Sahitya Akademi urges authors to take back awards

Update: 2015-10-24 23:52 GMT
Breaking its widely-criticised silence on harassment of writers, the Sahitya Akademi on Friday expressed solidarity with them and urged the authors to take back the awards they had returned to protest against “rising intolerance”. The move has been welcomed by one of India’s best known novelists Vikram Seth.

Strongly condemning the killing of writer MM Kalburgi, the literary body passed an unanimous resolution appealing to state and central governments to take steps to prevent such incidents and asked authors to take back the awards they had returned in protest. “The Executive Board is deeply pained and strongly condemns the murder of Professor Kalburgi and other intellectuals and thinkers,” Sahitya Akademi chief Vishwanath Prasad Tiwari said after an emergency meeting on Friday.

“The Akademi firmly supports the writers’ Right to Freedom of Expression in all the languages of India and condemns any atrocity against any writer anywhere in the country,” he added, saying that the Centre and states must maintain an “ambience of peaceful co-existence in the society”.

Friday’s meeting was attended by 20 out of 24 executive council members of the Akademi, according to Huirem Behari Singh, an Executive Committee Board member. Celebrated writer K Satchidanandan, who had resigned from all positions in the Sahitya Akademi stating that it “failed in its duty to stand with the writers and to uphold freedom of expression guaranteed by the Constitution”, did not attend the meeting.

Welcoming the top literary body’s statement the eminent author Vikram Seth said: “It’s a statement as strong as I could have expected and indeed in some senses broader. I consider it a noble statement and I am both relieved and grateful that the board of Sahitya Akademi has made the statement that it has made.”

“It has condemned any attempt to suppress free speech and of course the ultimate suppression of free speech is when you stop the lips and deaden the hands, in other words murder. It has also condemned the atmosphere of fear that is sought to be inculcated by acts of assassinations such as these. This form of fear and terror in effect terrorism has been condemned in the strongest possible terms. I am very happy that this has happened,” added the 63-year-old author.

This morning, a large group of writers and others held a solidarity march in New Delhi with black gags and arm bands. After covering a short distance to the Sahitya Akademi building, they submitted a memorandum demanding stern steps to safeguard freedom of speech and the right to dissent.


| YOUR INSTRUCTIONS |
Leave out the pictures and print precisely the lines from the line with "The image size" to the final line of the entries, both ends included.

Start of DATA FOR THE TASK

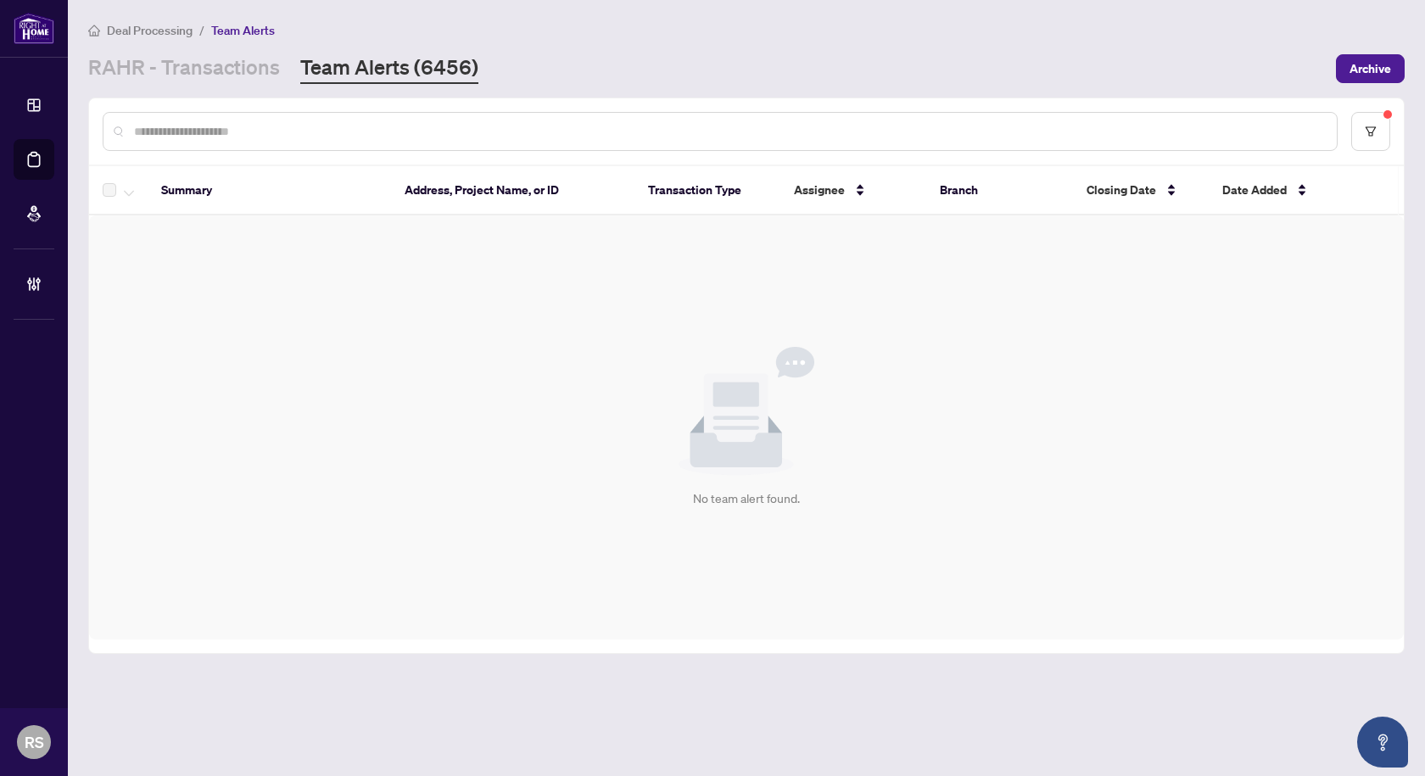  What do you see at coordinates (1371, 131) in the screenshot?
I see `span: filter` at bounding box center [1371, 131].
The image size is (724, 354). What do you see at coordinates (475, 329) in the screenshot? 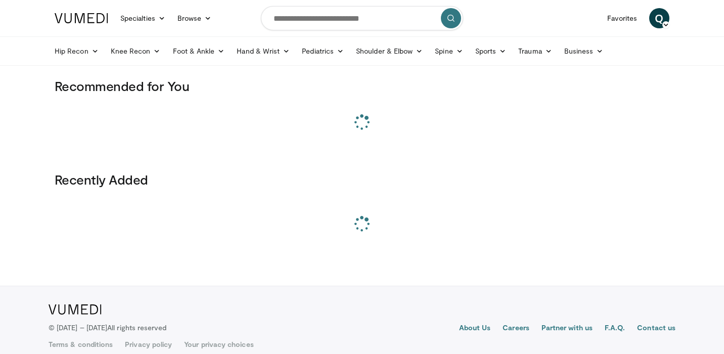
I see `a: About Us` at bounding box center [475, 329].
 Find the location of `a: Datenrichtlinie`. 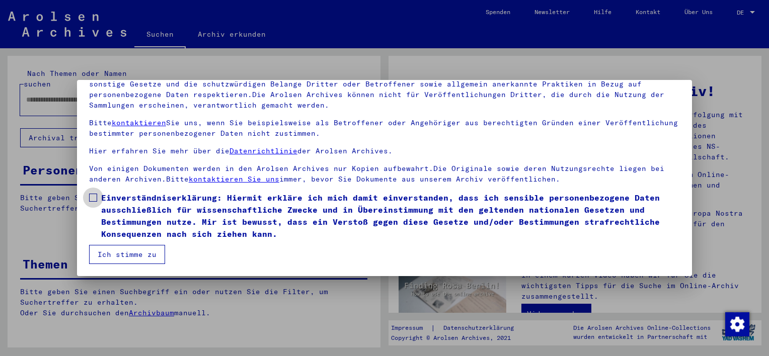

End of DATA FOR THE TASK

| YOUR RESPONSE |
The image size is (724, 354). What do you see at coordinates (475, 329) in the screenshot? 
I see `a: About Us` at bounding box center [475, 329].
 Find the location of `a: Datenrichtlinie`. 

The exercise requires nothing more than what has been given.